Oireachtas Joint and Select Committees

Tuesday, 9 March 2021

Joint Oireachtas Committee on Housing, Planning and Local Government

General Scheme of the Affordable Housing Bill 2020 (Resumed): Land Development Agency

Mr. John Coleman:

I thank the Deputy. I hope he can hear me. I have changed the connection, so it is hopefully a bit more stable.

On the 150,000, we have to think of the LDA in two ways. It was never expected or intended that the LDA was going to directly develop 7,500 units per annum every year for 20 years. The current largest housing provider in the country delivers around 1,000 homes per year and one of the largest public limited companies, plcs, in the UK probably delivers in or around 10,000. It just goes to show that was not the intention.

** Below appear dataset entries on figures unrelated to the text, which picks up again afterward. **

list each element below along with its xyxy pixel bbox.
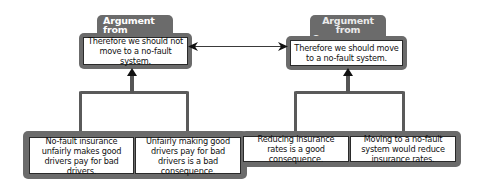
left-connector-frame <box>79 91 189 135</box>
right-conclusion-box[interactable]: Therefore we should move to a no-fault s… <box>290 40 403 66</box>
right-support-arrowhead-icon <box>343 68 353 76</box>
left-premise-1[interactable]: No-fault insurance unfairly makes good d… <box>29 137 134 174</box>
conflict-arrow-line <box>194 46 284 47</box>
left-conclusion-box[interactable]: Therefore we should not move to a no-fau… <box>83 37 188 65</box>
arrowhead-left-icon <box>188 42 198 51</box>
arrowhead-right-icon <box>278 42 288 51</box>
right-connector-frame <box>294 91 405 133</box>
left-premise-2[interactable]: Unfairly making good drivers pay for bad… <box>135 137 241 174</box>
right-premise-1[interactable]: Reducing insurance rates is a good conse… <box>243 136 349 162</box>
right-premise-2[interactable]: Moving to a no-fault system would reduce… <box>350 136 456 162</box>
left-support-arrowhead-icon <box>127 68 137 76</box>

Where the 150,000 came from, and there is a clue in what we are doing in the Cork docklands and Limerick Colbert developments. These are strategic areas where a line can be drawn around them and we can say that a vision and implementation plan needs to be put in place for these areas. If that is done properly, by enabling infrastructure, bringing together landowners, developing plans and master planning cohesively rather than piecemeal, utilising SDZ-like structures, it is where the big impact of the LDA will be over the long term. They take a long time to invoke, but we have to start somewhere and we have to start today. The Deputy will recognise the need for active and strategic land management. That is a key part of it.

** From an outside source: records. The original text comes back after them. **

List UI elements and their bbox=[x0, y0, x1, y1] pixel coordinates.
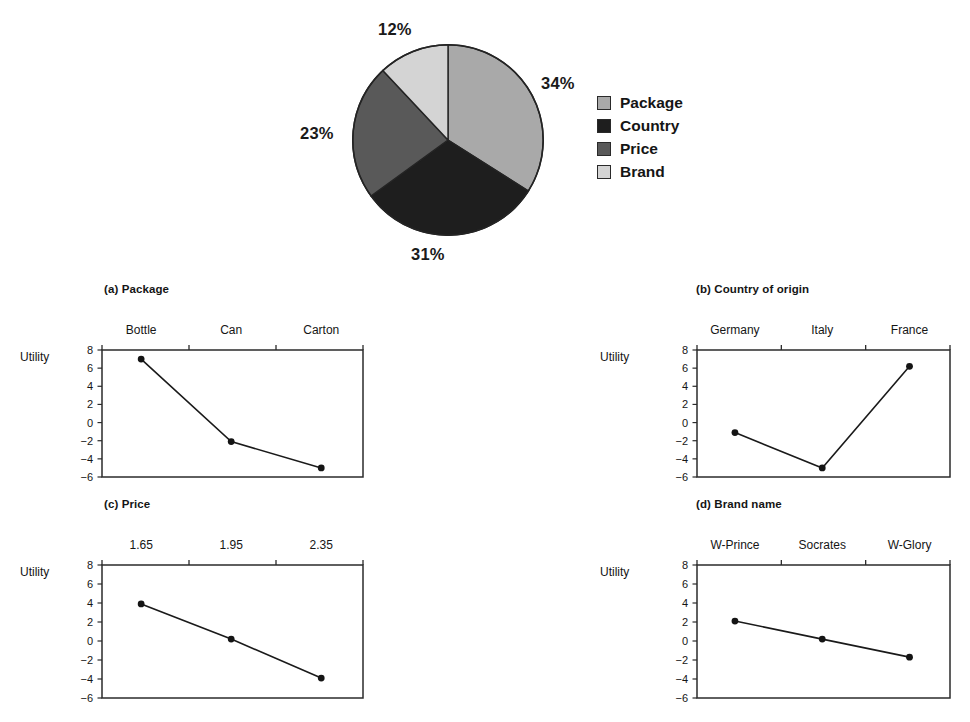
data-point-0 bbox=[138, 601, 145, 608]
pie-chart bbox=[351, 43, 545, 237]
legend-item-package: Package bbox=[597, 92, 683, 114]
line-panel-package: (a) Package Utility BottleCanCarton 8642… bbox=[0, 283, 400, 493]
utility-line bbox=[141, 359, 321, 468]
legend-swatch-country bbox=[597, 119, 611, 133]
data-point-2 bbox=[318, 675, 325, 682]
line-panel-brand: (d) Brand name Utility W-PrinceSocratesW… bbox=[596, 498, 970, 713]
pie-label-package: 34% bbox=[541, 74, 575, 93]
pie-chart-svg bbox=[351, 43, 545, 237]
legend-swatch-brand bbox=[597, 165, 611, 179]
data-point-0 bbox=[732, 618, 739, 625]
panel-plot-d bbox=[596, 498, 970, 713]
utility-line bbox=[735, 366, 910, 468]
data-point-2 bbox=[318, 465, 325, 472]
legend-label-country: Country bbox=[620, 118, 679, 134]
pie-label-price: 23% bbox=[300, 124, 334, 143]
data-point-0 bbox=[138, 356, 145, 363]
panel-plot-a bbox=[0, 283, 400, 493]
legend-swatch-package bbox=[597, 96, 611, 110]
plot-frame bbox=[102, 350, 363, 477]
data-point-2 bbox=[906, 654, 913, 661]
legend-swatch-price bbox=[597, 142, 611, 156]
data-point-1 bbox=[819, 465, 826, 472]
pie-legend: Package Country Price Brand bbox=[597, 92, 683, 184]
legend-item-brand: Brand bbox=[597, 161, 683, 183]
panel-plot-b bbox=[596, 283, 970, 493]
plot-frame bbox=[697, 565, 950, 698]
data-point-1 bbox=[228, 636, 235, 643]
legend-item-country: Country bbox=[597, 115, 683, 137]
legend-label-price: Price bbox=[620, 141, 658, 157]
panel-plot-c bbox=[0, 498, 400, 713]
legend-label-brand: Brand bbox=[620, 164, 665, 180]
legend-label-package: Package bbox=[620, 95, 683, 111]
line-panel-country: (b) Country of origin Utility GermanyIta… bbox=[596, 283, 970, 493]
data-point-2 bbox=[906, 363, 913, 370]
legend-item-price: Price bbox=[597, 138, 683, 160]
plot-frame bbox=[697, 350, 950, 477]
pie-label-country: 31% bbox=[411, 245, 445, 264]
pie-label-brand: 12% bbox=[378, 20, 412, 39]
figure-canvas: 12% 34% 31% 23% Package Country Price Br… bbox=[0, 0, 970, 722]
line-panel-price: (c) Price Utility 1.651.952.35 86420−2−4… bbox=[0, 498, 400, 713]
data-point-1 bbox=[228, 438, 235, 445]
data-point-1 bbox=[819, 636, 826, 643]
data-point-0 bbox=[732, 429, 739, 436]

If we go further and ask what that means, on Limerick Colbert we prepared a vision piece. We are very close to being able to release a master plan and we will, as part of that master plan, work with our partners there to have an implementation plan to get delivery going on that. It will be more than developing housing on that site, although housing will be a key component. It will be about attracting occupiers-employers, people to provide jobs and to provide the wider social and economic regeneration in these areas.

As regards Cork docklands, we are working with Cork City Council to put together an implementation plan for the very large Cork docks area. Only pockets of that land are State land. We will have to work with other landowners in that area to bring about a vision to realise the potential for 10,000 homes to be delivered on time in that area. They will not all be directly delivered by the LDA. Others will come in and develop those sites. Many of them are privately held, albeit there is a significant slab of State land right in the middle with the old ESB marina power station. Our role in that situation is to create a vision, co-ordinate landowners, including the State landowners, to put together a plan to bring in occupiers, to bring confidence and employment and to make it a real, proper live-work proposition we can market with the likes of the IDA and other bodies to be a reality.

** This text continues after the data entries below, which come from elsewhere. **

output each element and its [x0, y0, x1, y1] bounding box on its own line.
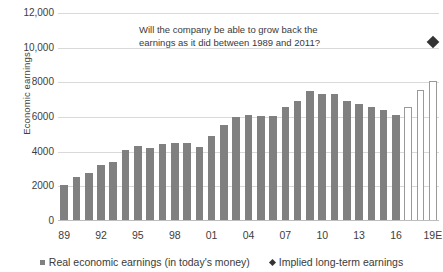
bar — [196, 147, 204, 221]
bar — [269, 116, 277, 221]
bar — [134, 146, 142, 221]
y-axis-tick-label: 8000 — [8, 77, 54, 87]
chart-legend: Real economic earnings (in today's money… — [0, 256, 443, 268]
bar — [73, 177, 81, 221]
bar — [368, 107, 376, 221]
legend-item-real-economic-earnings: Real economic earnings (in today's money… — [40, 256, 250, 268]
bar — [294, 101, 302, 221]
x-axis-tick-label: 89 — [58, 229, 70, 241]
y-axis-tick-label: 12,000 — [8, 8, 54, 18]
bar — [318, 94, 326, 221]
bar-estimate — [429, 81, 437, 221]
x-axis-tick-label: 92 — [95, 229, 107, 241]
square-marker-icon — [40, 260, 45, 265]
bar — [208, 136, 216, 221]
x-axis-tick-label: 13 — [353, 229, 365, 241]
x-axis-tick-label: 98 — [169, 229, 181, 241]
bar — [159, 144, 167, 221]
bar-estimate — [417, 90, 425, 221]
bar — [232, 117, 240, 221]
bar — [171, 143, 179, 221]
y-axis-tick-label: 10,000 — [8, 43, 54, 53]
legend-label: Implied long-term earnings — [279, 256, 403, 268]
y-axis-tick-label: 2000 — [8, 181, 54, 191]
legend-label: Real economic earnings (in today's money… — [49, 256, 250, 268]
bar — [380, 110, 388, 221]
x-axis-line — [58, 220, 439, 221]
x-axis-tick-labels: 8992959801040710131619E — [58, 229, 439, 245]
bar — [183, 143, 191, 221]
bar — [331, 94, 339, 221]
bar — [343, 101, 351, 221]
y-axis-tick-label: 0 — [8, 216, 54, 226]
bar — [245, 115, 253, 221]
annotation-line-1: Will the company be able to grow back th… — [139, 24, 344, 37]
y-axis-tick-label: 6000 — [8, 112, 54, 122]
bar — [97, 165, 105, 221]
legend-item-implied-long-term-earnings: Implied long-term earnings — [270, 256, 403, 268]
bar — [146, 148, 154, 221]
x-axis-tick-label: 10 — [316, 229, 328, 241]
bar — [392, 115, 400, 221]
growth-question-annotation: Will the company be able to grow back th… — [139, 24, 344, 49]
bar — [355, 104, 363, 221]
x-axis-tick-label: 07 — [280, 229, 292, 241]
bar — [85, 173, 93, 221]
x-axis-tick-label: 95 — [132, 229, 144, 241]
y-axis-tick-labels: 0200040006000800010,00012,000 — [0, 0, 54, 272]
bar — [282, 107, 290, 221]
x-axis-tick-label: 01 — [206, 229, 218, 241]
bar — [109, 162, 117, 221]
x-axis-tick-label: 04 — [243, 229, 255, 241]
economic-earnings-bar-chart: Economic earnings 0200040006000800010,00… — [0, 0, 443, 272]
bar-estimate — [404, 107, 412, 221]
bar — [257, 116, 265, 221]
x-axis-tick-label: 19E — [424, 229, 443, 241]
bar — [122, 150, 130, 221]
y-axis-tick-label: 4000 — [8, 147, 54, 157]
bar — [60, 185, 68, 221]
bar — [220, 125, 228, 221]
bar — [306, 91, 314, 221]
annotation-line-2: earnings as it did between 1989 and 2011… — [139, 37, 344, 50]
x-axis-tick-label: 16 — [390, 229, 402, 241]
diamond-marker-icon — [269, 258, 276, 265]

That is the 150,000 piece and the strategic land management piece that will enable all these areas. If one thinks about the example of Limerick Colbert, that was not on anyone's radar 18 months ago. It now looks like a properly managed, strategic area right in Limerick city centre that could be transformational for the city. That is the effect of the value we can bring in the long run. We are only a little over two and a half years in existence, but that gives a good clue as to where the scale, referred to by the Deputy, will be achieved and potentially delivered given our limited financing.